The developer of Polkadot, Blockchain Parity Technology, intends to create a Web3.0, which is undercut by meshing a variety of blockchains. In a blog post, the Parity Technologies team announced that they have released version 2.0 of the Substrate framework.
Substrate is the centrepiece of this multifunctional view. It serves as a toolkit for developers to create their own blockchains using Polkadot – also based on Substrate – as communication and economic layer between substratum-based blockchains.
The core code mainly consists of 70 composites "modules" designed to connect and reproduce various conceptual concepts by blockchain architects. These modules are called "pallets".
Substrate 2.0 comes with a pallet collection to make data integration for blockchains that rely on current or real-world data far more efficient.
For example, pallets exist to maintain a trust mechanism for online creation or to activate intelligent contracts on an Ethereum Virtual Machine (EVM) on a Substrate-based blockchain.
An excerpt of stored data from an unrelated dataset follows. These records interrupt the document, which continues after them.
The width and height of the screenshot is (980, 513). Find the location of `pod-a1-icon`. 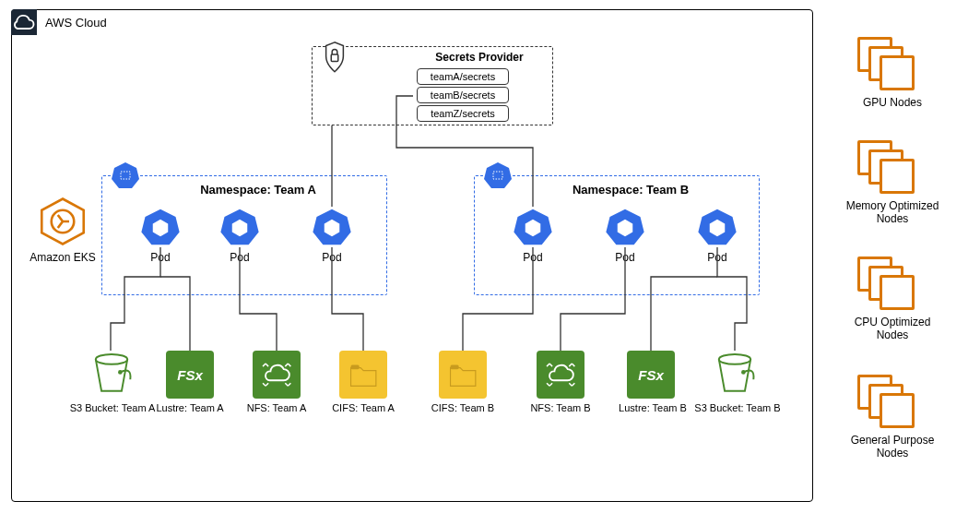

pod-a1-icon is located at coordinates (160, 227). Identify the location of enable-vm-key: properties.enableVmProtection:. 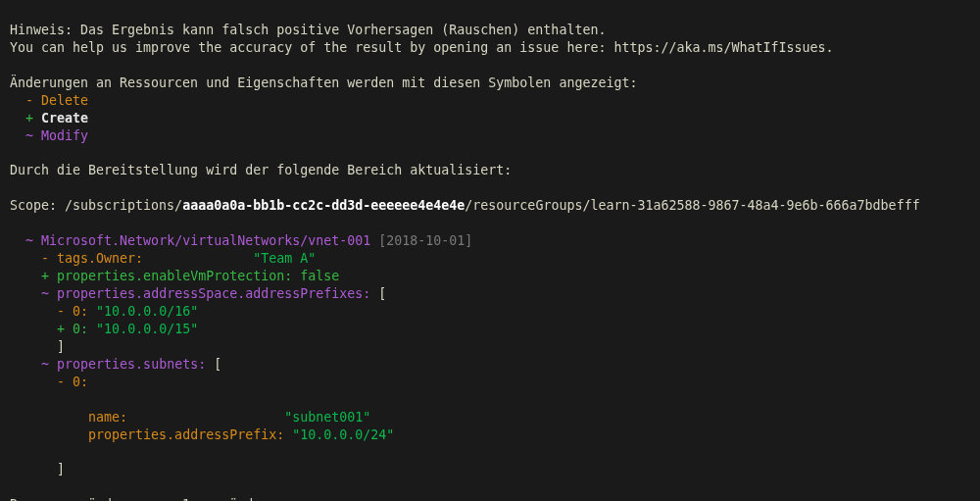
(174, 276).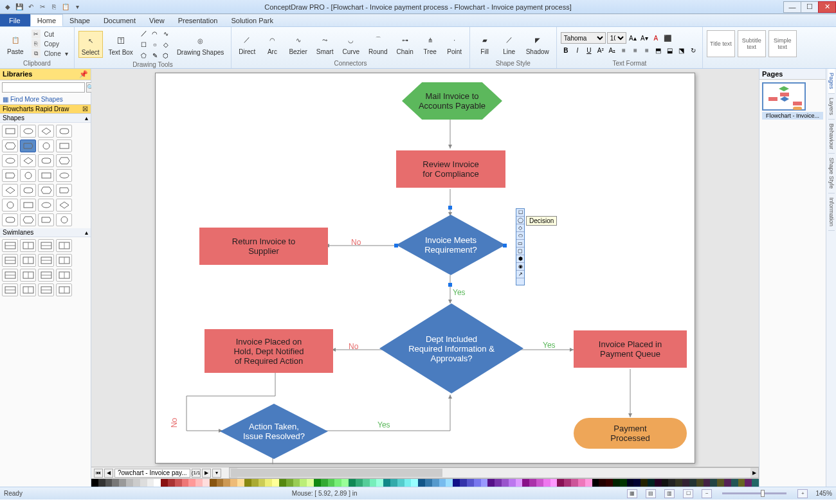 The image size is (836, 504). What do you see at coordinates (66, 7) in the screenshot?
I see `qat-paste-icon: 📋` at bounding box center [66, 7].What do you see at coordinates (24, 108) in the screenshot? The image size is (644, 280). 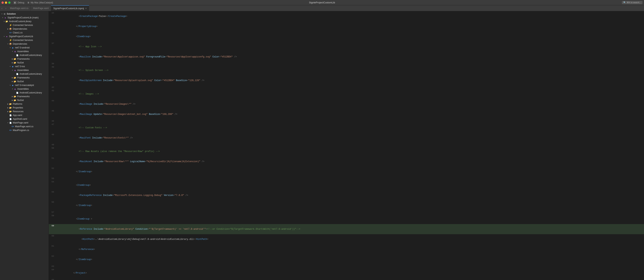 I see `sidebar-item-properties: ▶ 📂 Properties` at bounding box center [24, 108].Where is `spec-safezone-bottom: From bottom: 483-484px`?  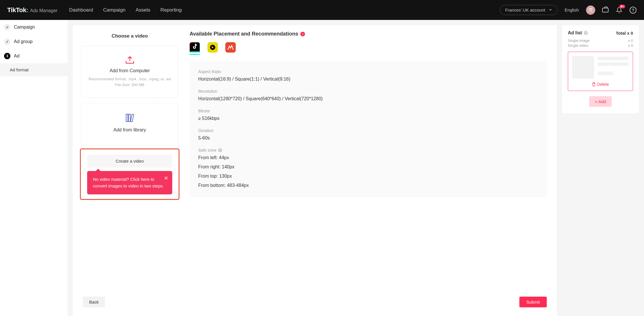 spec-safezone-bottom: From bottom: 483-484px is located at coordinates (368, 185).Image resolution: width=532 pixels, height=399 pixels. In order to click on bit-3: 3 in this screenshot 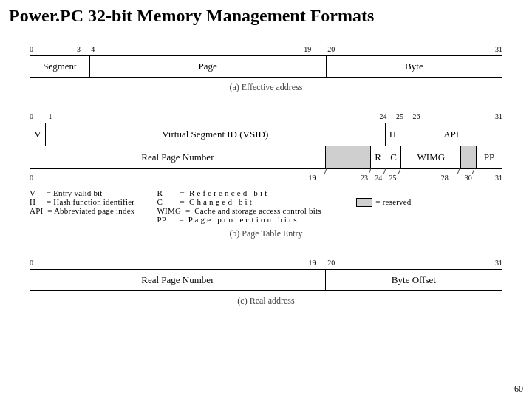, I will do `click(78, 49)`.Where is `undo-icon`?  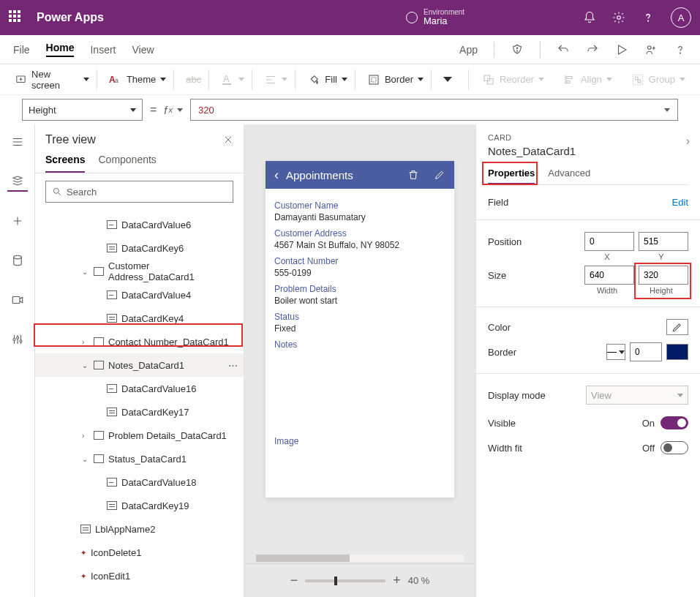
undo-icon is located at coordinates (563, 50). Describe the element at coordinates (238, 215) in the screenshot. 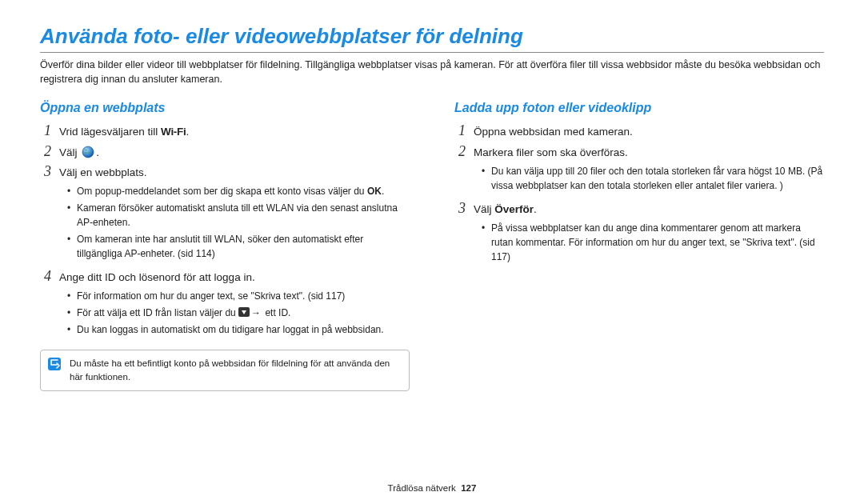

I see `bullet: Kameran försöker automatiskt ansluta til…` at that location.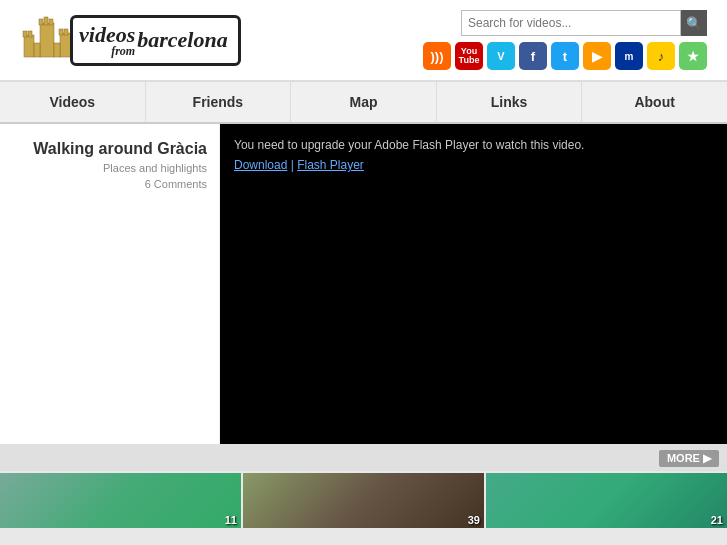  I want to click on nav-item-videos: Videos, so click(73, 102).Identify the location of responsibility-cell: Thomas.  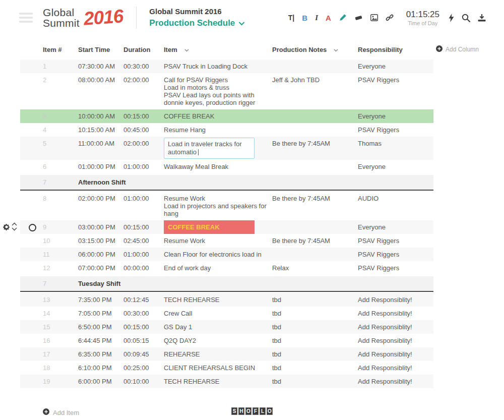
(396, 143).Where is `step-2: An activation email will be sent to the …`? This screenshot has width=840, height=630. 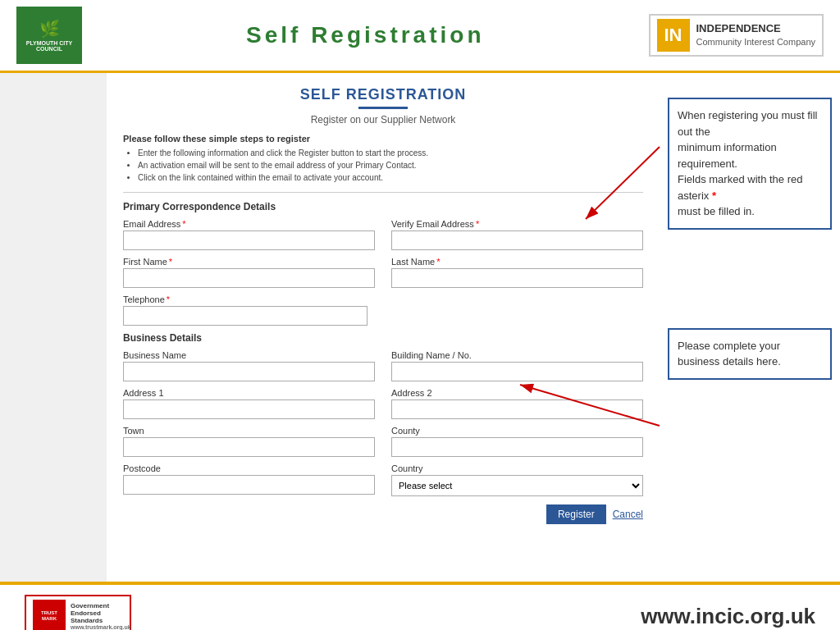 step-2: An activation email will be sent to the … is located at coordinates (390, 166).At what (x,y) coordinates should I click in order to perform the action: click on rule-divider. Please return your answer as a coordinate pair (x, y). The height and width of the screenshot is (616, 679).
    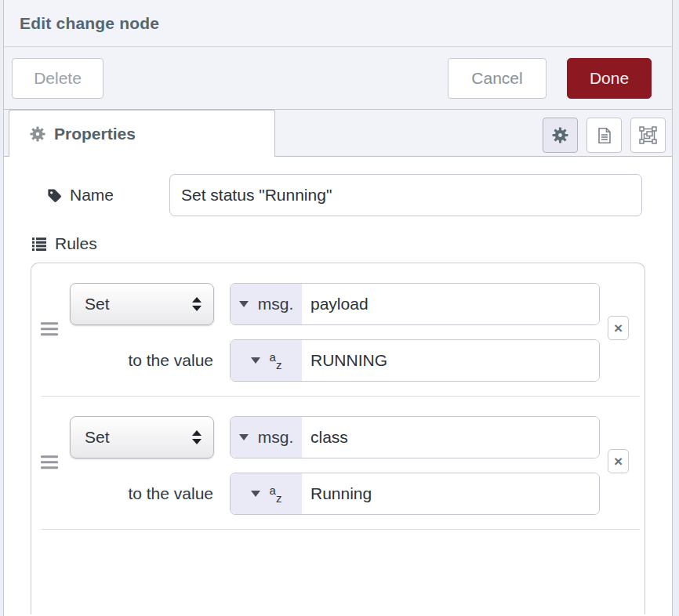
    Looking at the image, I should click on (340, 530).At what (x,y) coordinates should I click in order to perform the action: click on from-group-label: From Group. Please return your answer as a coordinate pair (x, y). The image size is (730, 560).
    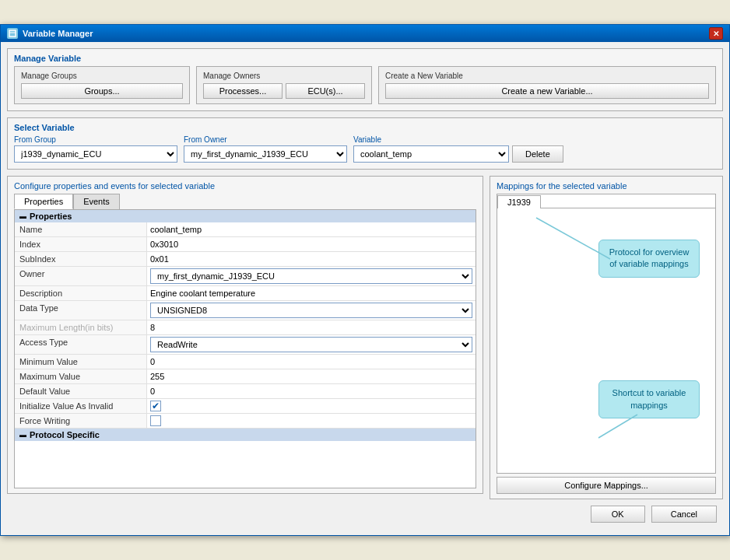
    Looking at the image, I should click on (96, 140).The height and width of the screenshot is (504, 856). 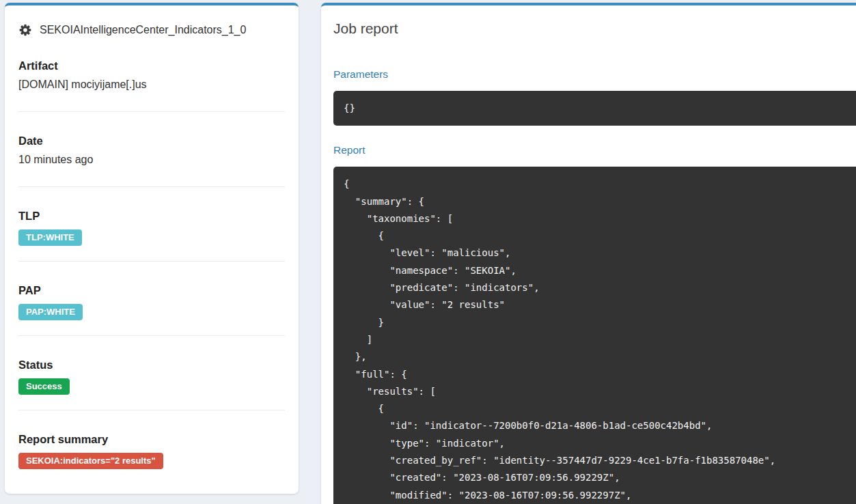 What do you see at coordinates (152, 141) in the screenshot?
I see `date-label: Date` at bounding box center [152, 141].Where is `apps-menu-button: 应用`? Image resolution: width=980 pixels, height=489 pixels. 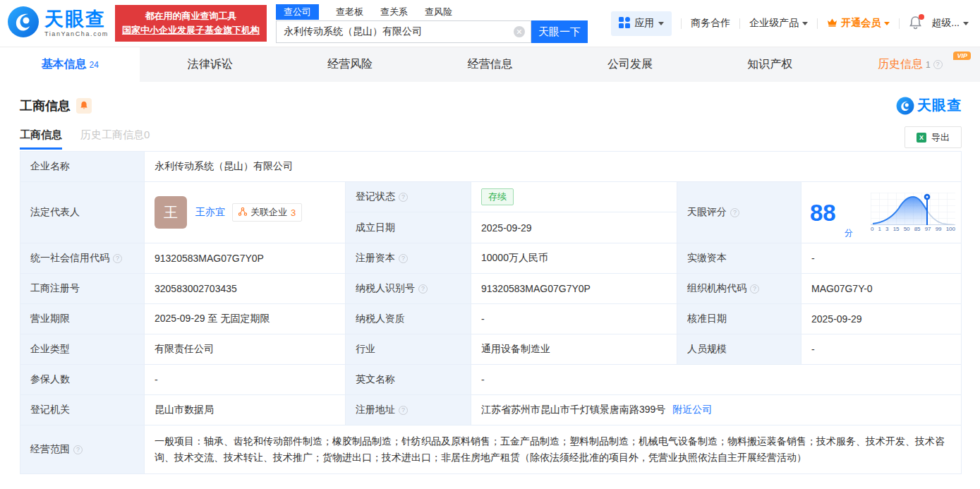 apps-menu-button: 应用 is located at coordinates (641, 24). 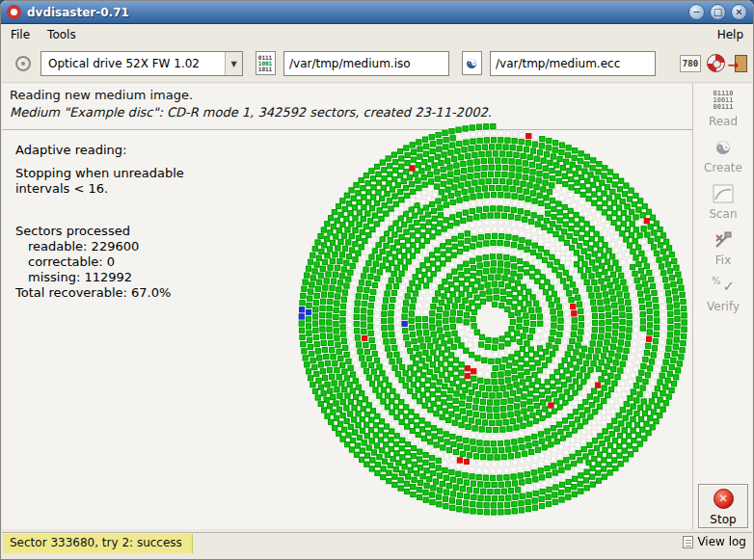 I want to click on adaptive-reading-line2: intervals < 16., so click(x=100, y=189).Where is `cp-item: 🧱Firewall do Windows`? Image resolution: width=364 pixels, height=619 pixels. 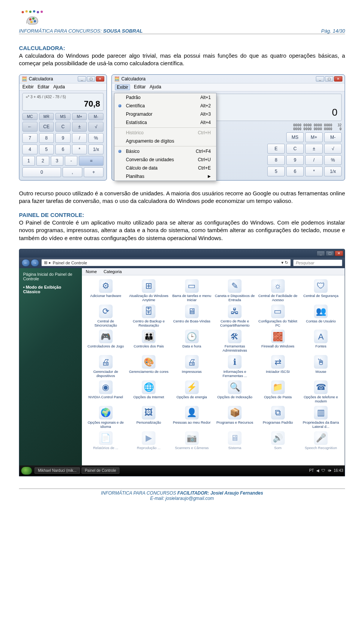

Substrate 2.0 also contains tools enabling the use of "off-chain staff" to transfer off-chain data in a blockchain. This reduces the burden of intensive procedures and large data sets from the network expert nodes and connects with the main chain so that all network users are effectively kept up to date.
When solving what's usually known as an 'oracle dilemma,' these off-chain staff help block the Internet-of-Things devices or the real-world inputs of data, for example, prices or temperatures, through oracles.